From Jekyll to Zola
AKA: Less Ruby, more Rust-y
TL;DR: after many years of (more or less) honored service, I have finally pulled the plug on Jekyll. Welcome, Zola.
Diff: +1,152 −1,768
.
This was long overdue, but I never had enough free days to do all of the boring but needed work of updating the skeleton of all mark-down files in order to match the front-matter config required by Zola. Not to mention the fact that I had to rewrite a bit of CSS and HTML to add support for Grids (..and do I like doing Frontend stuff? Nope).
In case you're wondering, Zola (https://www.getzola.org/) is yet another static web-site generator, like Hugo and Jekyll.
The main difference being that Zola is written in Rust, which means all I need to worry is to have the zola
binary in my PATH, no ruby/bundler/gem version madness (as for Hugo, I think it's quite nice, but being a Rust person I'd choose Rust over Go any day).
As the website says:
Forget dependencies. Everything you need in one binary.
Not to mention that, of course, it's Blazingly Fast (although, I don't particularly care if building my website takes 1 or 0.2313 seconds).
On top of that, I'm slowly realizing the mad dream of having most of my tooling written in Rust (helix, my main text-editor, and sometimes wezterm).
Just 'cause why not, after all? If any of these tools crashes, at least I can blame it on people unwrap
ping when they shouldn't, instead of blaming a language itself that allows for things like use after free
(do I have PTSD from debugging segfaults from C++ plugins in Maya/Houdini? Maybe).
No more interpreters, please
The more I keep working as a developer, the more I feel that interpreted languages are only good for tiny scripts that you throw away after a week.
Past that scale, I feel it's 85123132 times easier to go with something like Rust, since once it's compiled for a specific platform and I don't need to orchestrate interpreters versions.
I don't need to understand which one of 5312323 versions of ruby I can use for bundler
, I don't need an installation of rvm
(ruby version manager) just for the trivial task of building the HTML pages of my website.
KISS.
Using zola
, it's way easier to just git clone
the remote repository for Zola, cargo build --release
it and then use the new compiled binary the way I want.
I can alias it, put it in my PATH
, or do other quick tricks. I don't need to worry about a full Ruby environment any more.
If I'm really lazy, I can just do a brew install zola
, although these days I'm staying away well away from brew, given I have an Apple Silicon machine with an arm64 and x86 version of brew installed which makes every install more.. interesting.
Then, I'm just a zola serve
or zola build
away from doing the thing that I'm actually interested in, which is maintaining my website up to date.

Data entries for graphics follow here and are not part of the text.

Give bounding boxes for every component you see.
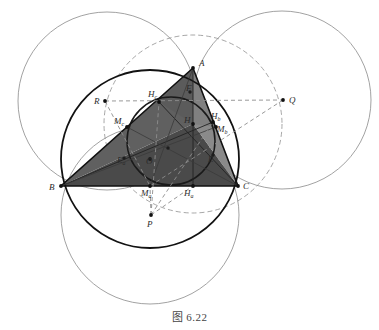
point-C bbox=[236, 184, 240, 188]
figure-container: A B C H O P Q R E F Ha Hb Hc Ma Mb Mc Ea… bbox=[0, 0, 379, 330]
label-Hb: Hb bbox=[210, 111, 221, 122]
triangle-shading bbox=[61, 68, 238, 186]
point-inner-extra bbox=[166, 146, 169, 149]
label-Mb: Mb bbox=[216, 124, 228, 135]
label-P: P bbox=[146, 219, 153, 229]
point-Q bbox=[281, 98, 285, 102]
label-Hc: Hc bbox=[147, 89, 158, 100]
label-A: A bbox=[198, 58, 205, 68]
label-F: F bbox=[185, 83, 192, 93]
dash-P-Ma bbox=[150, 186, 151, 215]
point-Ha bbox=[191, 184, 195, 188]
label-Ha: Ha bbox=[183, 188, 194, 199]
point-Mc bbox=[125, 125, 129, 129]
label-E: E bbox=[207, 154, 214, 164]
point-Hc bbox=[157, 100, 161, 104]
label-O: O bbox=[146, 156, 153, 166]
label-Ma: Ma bbox=[140, 188, 152, 199]
point-H bbox=[191, 122, 195, 126]
point-B bbox=[59, 184, 63, 188]
geometry-diagram: A B C H O P Q R E F Ha Hb Hc Ma Mb Mc Ea bbox=[0, 0, 379, 330]
label-R: R bbox=[93, 96, 100, 106]
label-Mc: Mc bbox=[113, 116, 125, 127]
label-H: H bbox=[183, 115, 191, 125]
point-R bbox=[103, 99, 107, 103]
point-P bbox=[149, 213, 153, 217]
figure-caption: 图 6.22 bbox=[0, 308, 379, 324]
label-B: B bbox=[49, 182, 55, 192]
label-C: C bbox=[243, 181, 250, 191]
point-Ma bbox=[148, 184, 152, 188]
label-Q: Q bbox=[289, 95, 296, 105]
point-A bbox=[191, 66, 195, 70]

While ruby/gem are not particular hard by themselves, over the years, and over different machines, I struggled quite a bit to be sure I had all of the dependencies I needed to finally run that bundle exec jekyll serve
command..
New Features
Toolchain aside, moving to Zola brought me a few more interesting features:
- Custom Taxonomies
Which is just a fancy way to say that I can classify all of my articles with labels that can then be navigated.

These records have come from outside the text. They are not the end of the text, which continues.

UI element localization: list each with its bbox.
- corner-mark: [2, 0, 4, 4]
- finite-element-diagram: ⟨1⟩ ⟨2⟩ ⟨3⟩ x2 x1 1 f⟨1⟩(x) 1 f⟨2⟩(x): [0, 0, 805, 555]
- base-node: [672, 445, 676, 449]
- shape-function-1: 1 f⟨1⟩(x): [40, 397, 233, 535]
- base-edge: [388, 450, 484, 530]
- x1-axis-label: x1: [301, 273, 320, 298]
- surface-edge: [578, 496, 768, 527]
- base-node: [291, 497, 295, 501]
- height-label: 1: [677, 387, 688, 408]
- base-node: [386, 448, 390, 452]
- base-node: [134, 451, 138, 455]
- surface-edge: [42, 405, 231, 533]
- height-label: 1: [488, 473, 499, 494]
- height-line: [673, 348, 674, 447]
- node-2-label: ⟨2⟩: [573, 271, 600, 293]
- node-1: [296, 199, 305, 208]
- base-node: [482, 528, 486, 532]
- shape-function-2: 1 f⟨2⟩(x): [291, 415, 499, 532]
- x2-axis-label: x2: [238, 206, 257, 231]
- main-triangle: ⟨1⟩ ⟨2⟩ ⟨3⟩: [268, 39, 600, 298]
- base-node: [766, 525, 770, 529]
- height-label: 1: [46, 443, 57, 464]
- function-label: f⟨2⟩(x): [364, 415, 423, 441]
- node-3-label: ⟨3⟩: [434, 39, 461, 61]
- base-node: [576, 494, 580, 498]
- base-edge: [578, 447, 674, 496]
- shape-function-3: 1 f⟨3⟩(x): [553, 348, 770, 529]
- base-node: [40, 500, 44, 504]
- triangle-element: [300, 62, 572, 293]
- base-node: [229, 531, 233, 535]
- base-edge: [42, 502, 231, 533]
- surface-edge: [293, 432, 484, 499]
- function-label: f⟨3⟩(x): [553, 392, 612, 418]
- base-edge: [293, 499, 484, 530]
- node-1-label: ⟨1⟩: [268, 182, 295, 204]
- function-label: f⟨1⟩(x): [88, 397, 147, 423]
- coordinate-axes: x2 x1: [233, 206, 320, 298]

That's pretty cool, since it gives me an understanding of what things I write the most about, and it's useful for the readers too since it makes it easier to find more articles on similar topics.
- Templates that are actually easy to customize
That's just a personal note, but I found most of the templates themes to be very easy to customize. As matter of fact, the current theme is based on terminimal, with a few tweaks here and there.
It took a bit of time to understand how some themes work, but the good thing is that you can just peek at the git repository of a theme to understand where to put files and how to call them, there's not a lot more going on.
Until the next time
I have now rewritten this website 3 or 4 times, basically every few years. It's a nice exercise that keeps me close to the latest trends in the web-dev world and lets me tinker a bit with new technologies, which is always fun. So, see you on the next static website generator!